Mediterranean c.1650

Noted by 17th century botanists as growing in great abundance following the great fire of London in 1666. It apparently became extinct in the early 19th century but re-appeared in several places around the city at the end of the Second World War. This annual plant with heads of tiny yellow flowers has benefited from the warmth of central London. Although scarce and sporadic elsewhere, it can still be found in abundance on disturbed ground near the Tower of London and on the old Roman wall close by.

Michaelmas daisies

Aster species

N America early 1700s

The purple flowers of these familiar garden plants add colour to wasteland habitats and railway embankments throughout London in the late summer. They can spread from gardens both vegetatively and through their light, wind-dispersed seeds and provide nectar for a wide range of butterflies and other insects at the end of the summer.

Oxford ragwort

Senecio squalidus

Southern Europe, end 1800s

Coming originally from the volcanic soils of Mount Etna in Sicily, this plant was long grown as an exotic introduction at the Oxford Botanic Garden. First recorded as an escape on the walls of that city in 1794, the plant arrived in London at the end of the 19th century after spreading along the railway system. Today, its cheerful yellow daisy flowers can be seen throughout the capital on wall tops, pavement cracks and in other such arid places.

Chinese mugwort

Artemisia verlotiorum

China 1908

More widespread here than anywhere else in Britain. Tiny straw-coloured flowers open very late in year (c. November). Spreads vigorously by rhizomes. A hybrid with native mugwort has been found in London.

Russian comfrey

Symphytum x uplandicum

Hybrid. Parent origin UK & SW Asia

Commonest comfrey in London. Can be invasive. Provides nectar for bumblebees.

Goat’s-rue

Galega officinalis

Europe, 1500s

‘French lilac’. Garden escape. Colourful component of wasteland, railway embankments etc..

Ground-elder

Aegopodium podagraria

Europe, Roman times

The infamous ‘gout-weed’ or ‘bishop’s-weed’, bane of many gardeners. Introduced as a medicinal and pot herb. Useful source of food for pollen-feeding beetles and other insects.

Himalayan honeysuckle

Leycesteria formosa

Asia

Grown in gardens for its handsome purple flowers and sweet scent. Can be found in range of habitats including ancient woodland.

Opium poppy

Papaver somniferum

Asia via Southern Europe

Garden escape. Source of opium, morphine, codeine and heroin in warmer parts of the world.

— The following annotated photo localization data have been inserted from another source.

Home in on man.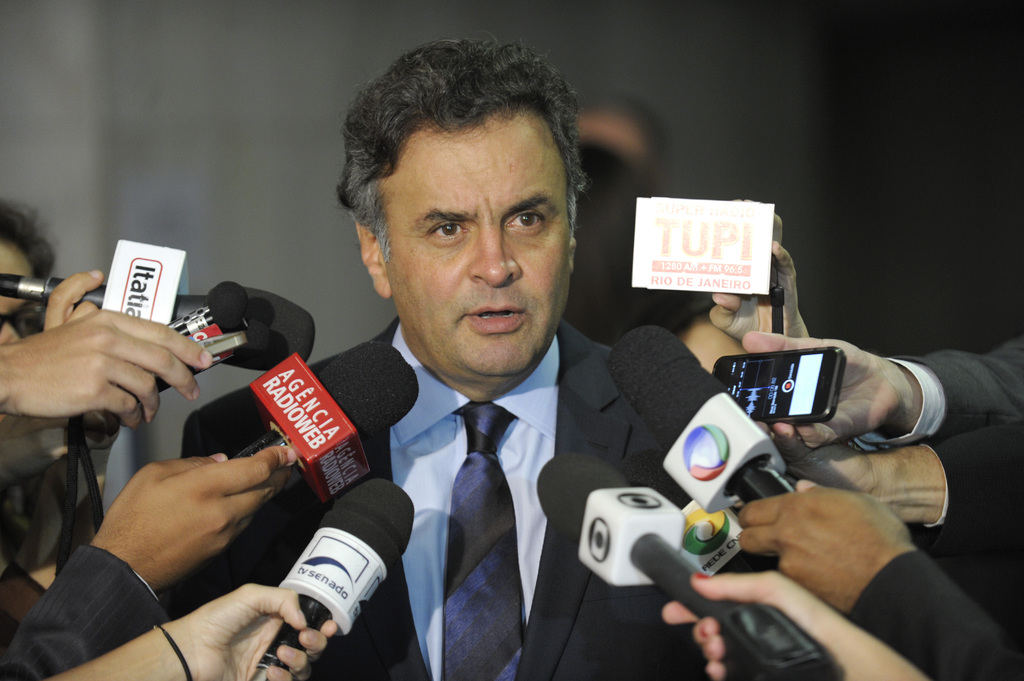
Homed in at select_region(0, 200, 70, 328).
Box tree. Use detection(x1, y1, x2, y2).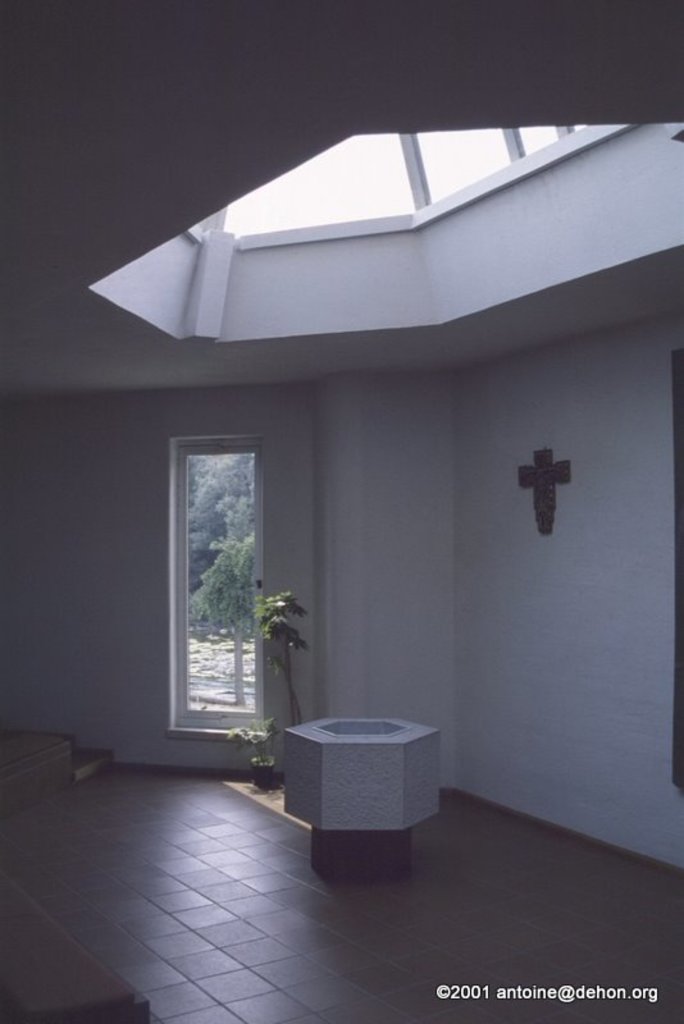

Broad-leaved everlasting-pea

Lathyrus latifolius

S Europe

Magenta flowers on railway embankments, roadsides and rough ground. Probably bird-sown from gardens.

Slender speedwell

Veronica filiformis

Turkey and the Caucasus 1800s

Rock garden plant, first recorded wild in London as a weed of tennis courts in Hounslow in 1942; now frequent on suburban lawns, roadside verges, paths and churchyards. Tiny, blue flowers, seldom setting seed in Britain.

Tree of heaven

Ailanthus altissima

Northern China, 1751

Frequently planted and thriving in streets and parks of central London. Bears attractive reddish brown keys shaped like those of the ash and sows itself about quite freely around the city.